What defines a tech company?

Our guest Vivek Ravisankar, CEO and Co-Founder of HackerRank, talks about the ever changing presence tech has in all industries. The definition of a tech company used to be an easy question to answer a few years back with the likes of Google and whatnot, but it seems like every single industry needs tech to get ahead now.

There has been a massive amount of tech innovation across all industries in the last generation, that much is obvious. Thankfully the interview process has changed as well too, since back in the early days of software engineering, code was written down on a piece of paper, or a white board, or occasionally shared over the phone. How was that ever a solution?

Those nuanced interview questions of the past are behind us. No longer should your software recruiter be asking you “how many golf balls can fit into a Boeing 747?”

They should be asking you real world questions that emulate your job as much as possible. That’s the goal: to eventually not have to worry about your resume, your “abstract problem solving skills,” or other nuanced things.

If you can do your job well and fit into the company culture, what else really matters?

Quotes from Vivek about Tech Innovation:

“Every industry and every company is a software company right now. The fundamental landscape of ‘what is a tech company’ used to be Amazon, Microsofts and Google. But today, literally every organization will go ahead and do it. So the demand for developers is off the charts right now.”

“Innovation never sleeps.

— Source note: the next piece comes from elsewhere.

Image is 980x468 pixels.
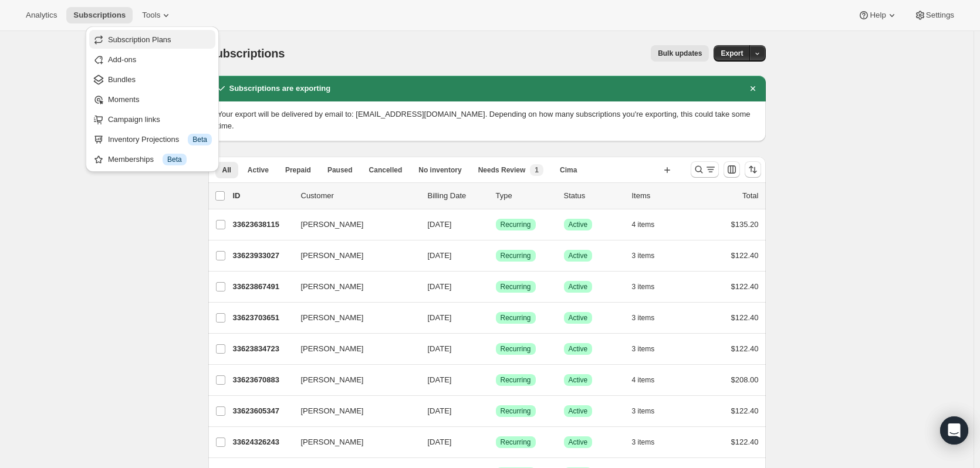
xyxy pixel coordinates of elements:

It doesn’t matter what the market fluctuations is like, you got to continue to innovate. You got to push hard on your developer hiring and up-skilling because if you stop you’ll never catch up.”

For all other sourcing school podcast episodes, check out here!

This HR Tech 2022 series is sponsored and made possible by our friends at Gem

Vivek Ravisankar
Co-founder & CEO HackerRank

Our mission is to accelerate the world’s innovation by transforming the developer hiring process to be based on skill vs pedigree. This enables companies to staff their engineering teams quickly, accelerating their innovation.

Since the launch, we have helped 2000+ customers transform their hiring process, assessed 7m+ developers worldwide and just last year, 10% of the developers who changed jobs went through our platform.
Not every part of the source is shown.